When I was normal, my life was simpler. I was accepted by family and friends. I knew what was expected of me and I was OK with it. I was so indoctrinated with rules of the Baby Boomer generation that I forgot that they were there, inside me. Being binary was OK. Now I have been thrust into this very odd world that has placed me outside the “NORM”. I have suddenly asked myself:
What is normal?
Normal is also used to describe individual behavior that conforms to the most common behavior in society (known as conformity). Definitions of normality vary by person, time, place, and situation — it changes along with changing societal standards and norms.
So, if normal varies by person, time, place, and situation, then by simply walking a distance from where you are now, normal changes. Knock on your neighbor’s door and ask them to define “normal” and it will be different than yours. Sure, you will find some commonality but you will also find many differences.
That brings us to social norms. Social norms are regarded as collective representations of acceptable group conduct as well as individual perceptions of particular group conduct. They are an informal understanding that govern the behavior of members of a particular society or social group. This can include families, tribes, clans, chiefdoms, neighborhoods, states and nations.
Essentially a large enough group can establish its own society. A society is a group of individuals involved in persistent social interaction, or a large social group sharing the same spatial or social territory, typically subject to the same political authority and dominant cultural expectations.
Think “Lord of the Flies.”
The world is a collection of societies that co-exist together. The norms of your society are probably not the norms of another. We visit other countries on vacation to experience something outside our norm. National Geographic built a publishing empire predicated on sharing what is outside our norm. We forget that when that lens is reversible we are not normal to the people of those articles.

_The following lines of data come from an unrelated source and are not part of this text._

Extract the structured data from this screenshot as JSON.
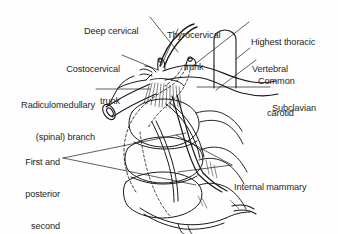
{
  "figure": {
    "kind": "anatomical-line-diagram",
    "background_color": "#fefefe",
    "ink_color": "#1a1a1a",
    "text_color": "#262626"
  },
  "labels": [
    {
      "id": "deep-cervical",
      "text": "Deep cervical",
      "lines": [
        "Deep cervical"
      ],
      "align": "left",
      "x": 84,
      "y": 5
    },
    {
      "id": "thyrocervical-trunk",
      "text": "Thyrocervical trunk",
      "lines": [
        "Thyrocervical",
        "trunk"
      ],
      "align": "center",
      "x": 167,
      "y": 9
    },
    {
      "id": "highest-thoracic",
      "text": "Highest thoracic",
      "lines": [
        "Highest thoracic"
      ],
      "align": "left",
      "x": 251,
      "y": 16
    },
    {
      "id": "costocervical-trunk",
      "text": "Costocervical trunk",
      "lines": [
        "Costocervical",
        "trunk"
      ],
      "align": "right",
      "x": 60,
      "y": 43
    },
    {
      "id": "vertebral",
      "text": "Vertebral",
      "lines": [
        "Vertebral"
      ],
      "align": "left",
      "x": 252,
      "y": 43
    },
    {
      "id": "common-carotid",
      "text": "Common carotid",
      "lines": [
        "Common",
        "carotid"
      ],
      "align": "left",
      "x": 258,
      "y": 55
    },
    {
      "id": "radiculomedullary-spinal-branch",
      "text": "Radiculomedullary (spinal) branch",
      "lines": [
        "Radiculomedullary",
        "(spinal) branch"
      ],
      "align": "right",
      "x": 14,
      "y": 79
    },
    {
      "id": "subclavian",
      "text": "Subclavian",
      "lines": [
        "Subclavian"
      ],
      "align": "left",
      "x": 272,
      "y": 82
    },
    {
      "id": "first-and-posterior-second-intercostal",
      "text": "First and posterior second intercostal",
      "lines": [
        "First and",
        "posterior",
        "second",
        "intercostal"
      ],
      "align": "right",
      "x": 13,
      "y": 136
    },
    {
      "id": "internal-mammary",
      "text": "Internal mammary",
      "lines": [
        "Internal mammary"
      ],
      "align": "left",
      "x": 234,
      "y": 161
    }
  ],
  "leaders": [
    {
      "id": "leader-deep-cervical",
      "from": [
        150,
        17
      ],
      "to": [
        178,
        52
      ]
    },
    {
      "id": "leader-thyrocervical-trunk",
      "from": [
        178,
        29
      ],
      "to": [
        161,
        66
      ]
    },
    {
      "id": "leader-highest-thoracic",
      "from": [
        249,
        22
      ],
      "to": [
        190,
        68
      ]
    },
    {
      "id": "leader-costocervical-trunk",
      "from": [
        122,
        55
      ],
      "to": [
        158,
        70
      ]
    },
    {
      "id": "leader-vertebral",
      "from": [
        250,
        48
      ],
      "to": [
        236,
        59
      ]
    },
    {
      "id": "leader-common-carotid",
      "from": [
        256,
        60
      ],
      "to": [
        216,
        90
      ]
    },
    {
      "id": "leader-radiculomedullary",
      "from": [
        96,
        89
      ],
      "to": [
        150,
        89
      ]
    },
    {
      "id": "leader-subclavian",
      "from": [
        270,
        87
      ],
      "to": [
        197,
        87
      ]
    },
    {
      "id": "leader-intercostal-upper",
      "from": [
        63,
        158
      ],
      "to": [
        186,
        133
      ]
    },
    {
      "id": "leader-intercostal-lower",
      "from": [
        63,
        158
      ],
      "to": [
        196,
        185
      ]
    },
    {
      "id": "leader-mammary-upper",
      "from": [
        232,
        165
      ],
      "to": [
        176,
        135
      ]
    },
    {
      "id": "leader-mammary-lower",
      "from": [
        232,
        165
      ],
      "to": [
        178,
        172
      ]
    }
  ]
}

So, forget normal. What is normal to one is abnormal to another. Recognize that, with very little change in your physical location, you are no longer normal…
and that is ok.
Who wants to live in a world where everything is the same? Imagine how boring it would be?
My life was interesting before but now I find it fascinating. Much of this experience has been very painful. For the last three years I have mercilessly been tearing myself apart to the point of being cruel. I have also spent time seriously challenging some of the life-long prejudices that I have held that I have never known existed. The process has given me time to seriously re-evaluate who I am and what I believe.
So, I am not normal and that’s ok. I’m definitely not boring. I am sure, if and when I come out, that I will be the entertaining topic of a lot of confused friends and family.
I am starting to like my differences.